If the trade wars have disrupted business investment and confidence and contributed to "deteriorating" global growth, Powell said the Fed could not set all that right through monetary policy.

There are "no recent precedents to guide any policy response to the current situation," Powell said, adding that monetary policy "cannot provide a settled rulebook for international trade."

Between that, the possibility of a hard Brexit, tension in Hong Kong, an economic slowdown in places like Germany and other overseas troubles, Powell said the Fed needed to "look through" short-term turbulence and focus on how the US is performing. Powell did note that rate cuts in the 1990s helped keep an expansion intact.

But the overall tone of his statement may disappoint investors expecting the Fed the cut rates at its September meeting and possibly several more times this year. The central bank reduced rates in July in what Powell referred to as a mid-cycle adjustment.

Jerome Powell (Manuel Balce Ceneta/AP)

It is also likely to disappoint Trump, both in focusing on the impact that trade uncertainty is having on the global economy, and in not giving a clear signal that more cuts are coming.

The Fed must "look through what may be passing events, focus on how trade developments are affecting the outlook and adjust policy to promote our objectives" of 2 per cent inflation and strong employment.

Reuters

Joe Sommerlad23 August 2019 15:15

Denmark's prime minister Mette Frederiksen says she spoke to Trump by phone yesterday after their spat over Greenland and the pair had a "constructive conversation".

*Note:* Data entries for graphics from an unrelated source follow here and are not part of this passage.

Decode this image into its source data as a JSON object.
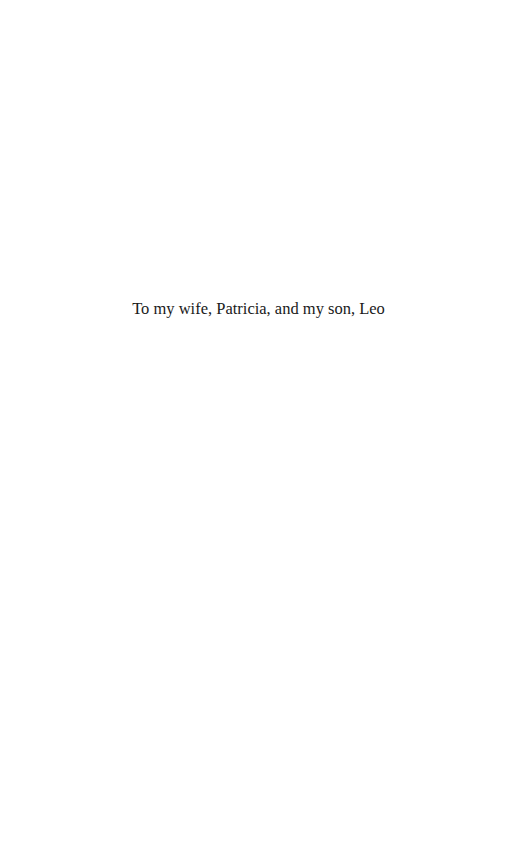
{
  "page": {
    "dedication": "To my wife, Patricia, and my son, Leo"
  }
}
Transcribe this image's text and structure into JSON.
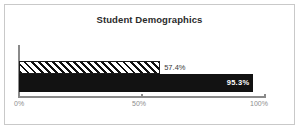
{
  "frame": {
    "border_color": "#c9c9c9",
    "background_color": "#ffffff"
  },
  "chart_data": {
    "type": "bar",
    "orientation": "horizontal",
    "title": "Student Demographics",
    "xlabel": "",
    "ylabel": "",
    "categories": [
      "Series 1",
      "Series 2"
    ],
    "values": [
      57.4,
      95.3
    ],
    "value_labels": [
      "57.4%",
      "95.3%"
    ],
    "xlim": [
      0,
      100
    ],
    "x_ticks": [
      0,
      50,
      100
    ],
    "x_tick_labels": [
      "0%",
      "50%",
      "100%"
    ],
    "grid": false,
    "legend": false,
    "bar_styles": [
      {
        "name": "hatched-bar",
        "fill": "#ffffff",
        "edge": "#1a1a1a",
        "hatch": "diagonal-forward",
        "label_position": "outside",
        "label_color": "#3a3a3a"
      },
      {
        "name": "solid-bar",
        "fill": "#121212",
        "edge": "#121212",
        "hatch": "none",
        "label_position": "inside",
        "label_color": "#ffffff"
      }
    ],
    "axis_color": "#8a8a8a",
    "title_color": "#2b2b2b",
    "tick_label_color": "#8d8d8d"
  }
}
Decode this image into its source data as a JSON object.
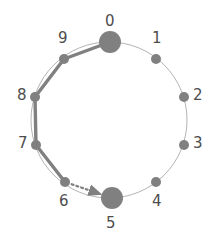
{
  "figure": {
    "type": "cycle-graph-diagram",
    "background_color": "#ffffff"
  },
  "style": {
    "circle_stroke": "#b3b3b3",
    "circle_stroke_width": 1,
    "node_color": "#808080",
    "highlight_color": "#808080",
    "highlight_edge_width": 3.4,
    "dashed_edge_color": "#808080",
    "label_color": "#4d4d4d",
    "label_font_size": 15,
    "small_node_radius": 5,
    "large_node_radius": 11
  },
  "layout": {
    "center_x": 109,
    "center_y": 120,
    "radius": 78
  },
  "nodes": [
    {
      "id": "0",
      "label": "0",
      "x": 110,
      "y": 42,
      "radius": 11,
      "emphasis": "large",
      "label_x": 105,
      "label_y": 14
    },
    {
      "id": "1",
      "label": "1",
      "x": 156,
      "y": 59,
      "radius": 5,
      "emphasis": "small",
      "label_x": 152,
      "label_y": 31
    },
    {
      "id": "2",
      "label": "2",
      "x": 184,
      "y": 97,
      "radius": 5,
      "emphasis": "small",
      "label_x": 193,
      "label_y": 88
    },
    {
      "id": "3",
      "label": "3",
      "x": 184,
      "y": 145,
      "radius": 5,
      "emphasis": "small",
      "label_x": 193,
      "label_y": 136
    },
    {
      "id": "4",
      "label": "4",
      "x": 156,
      "y": 182,
      "radius": 5,
      "emphasis": "small",
      "label_x": 152,
      "label_y": 194
    },
    {
      "id": "5",
      "label": "5",
      "x": 112,
      "y": 198,
      "radius": 11,
      "emphasis": "large",
      "label_x": 106,
      "label_y": 216
    },
    {
      "id": "6",
      "label": "6",
      "x": 65,
      "y": 182,
      "radius": 5,
      "emphasis": "small",
      "label_x": 59,
      "label_y": 194
    },
    {
      "id": "7",
      "label": "7",
      "x": 36,
      "y": 145,
      "radius": 5,
      "emphasis": "small",
      "label_x": 18,
      "label_y": 136
    },
    {
      "id": "8",
      "label": "8",
      "x": 35,
      "y": 97,
      "radius": 5,
      "emphasis": "small",
      "label_x": 17,
      "label_y": 88
    },
    {
      "id": "9",
      "label": "9",
      "x": 64,
      "y": 59,
      "radius": 5,
      "emphasis": "small",
      "label_x": 58,
      "label_y": 31
    }
  ],
  "edges": {
    "highlighted_path": [
      {
        "from": "0",
        "to": "9"
      },
      {
        "from": "9",
        "to": "8"
      },
      {
        "from": "8",
        "to": "7"
      },
      {
        "from": "7",
        "to": "6"
      }
    ],
    "dashed_arrow": {
      "from": "6",
      "to": "5",
      "dash_pattern": "2,3",
      "arrowhead": true
    }
  }
}
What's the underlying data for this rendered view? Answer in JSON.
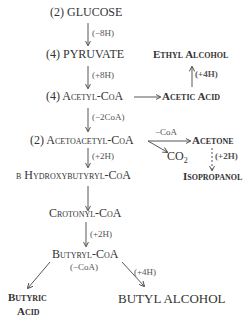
{
  "nodes": {
    "glucose": "(2) GLUCOSE",
    "pyruvate": "(4) PYRUVATE",
    "acetyl_coa": "(4) Acetyl-CoA",
    "acetoacetyl_coa": "(2) Acetoacetyl-CoA",
    "hydroxybutyryl_coa": "β Hydroxybutyryl-CoA",
    "crotonyl_coa": "Crotonyl-CoA",
    "butyryl_coa": "Butyryl-CoA",
    "butyric_acid_1": "Butyric",
    "butyric_acid_2": "Acid",
    "butyl_alcohol": "BUTYL ALCOHOL",
    "ethyl_alcohol": "Ethyl Alcohol",
    "acetic_acid": "Acetic Acid",
    "acetone": "Acetone",
    "isopropanol": "Isopropanol",
    "co2": "CO",
    "co2_sub": "2"
  },
  "labels": {
    "minus_8h": "(−8H)",
    "plus_8h": "(+8H)",
    "minus_2coa": "(−2CoA)",
    "plus_2h_a": "(+2H)",
    "plus_2h_b": "(+2H)",
    "minus_coa": "(−CoA)",
    "plus_4h_butyl": "(+4H)",
    "plus_4h_ethyl": "(+4H)",
    "minus_coa_acetone": "−CoA",
    "plus_2h_iso": "(+2H)"
  }
}
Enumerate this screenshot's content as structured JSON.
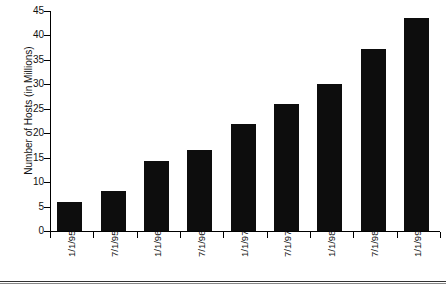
{
  "chart_data": {
    "type": "bar",
    "title": "",
    "xlabel": "",
    "ylabel": "Number of Hosts (in Millions)",
    "categories": [
      "1/1/95",
      "7/1/95",
      "1/1/96",
      "7/1/96",
      "1/1/97",
      "7/1/97",
      "1/1/98",
      "7/1/98",
      "1/1/99"
    ],
    "values": [
      6,
      8.2,
      14.3,
      16.6,
      21.8,
      26,
      30,
      37.2,
      43.5
    ],
    "ylim": [
      0,
      45
    ],
    "ytick_labels": [
      "45",
      "40",
      "35",
      "30",
      "25",
      "20",
      "15",
      "10",
      "5",
      "0"
    ],
    "ytick_values": [
      45,
      40,
      35,
      30,
      25,
      20,
      15,
      10,
      5,
      0
    ],
    "grid": false,
    "legend": null,
    "bar_color": "#0d0d0d",
    "axis_color": "#000000"
  }
}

I wonder when White House staff were last able to say the same...

Joe Sommerlad23 August 2019 15:25

Top Democrat and Senate minority leader Chuck Schumer has a message for Trump in relation to that Vanity Fair article we mentioned earlier: disembowelling Medicare, as he is said to be considering should be win a second term, is no laughing matter.

Joe Sommerlad23 August 2019 15:40

Blimey. Trump is so frustrated about Jerome Powell's refusal to commit to cutting interest rates in Wyoming just now he's asking whether the Fed chairman is a bigger enemy to America than Chinese premier Xi Jinping, who just oversaw massive tarrif hikes on US goods.

Remember Powell was a Trump appointment.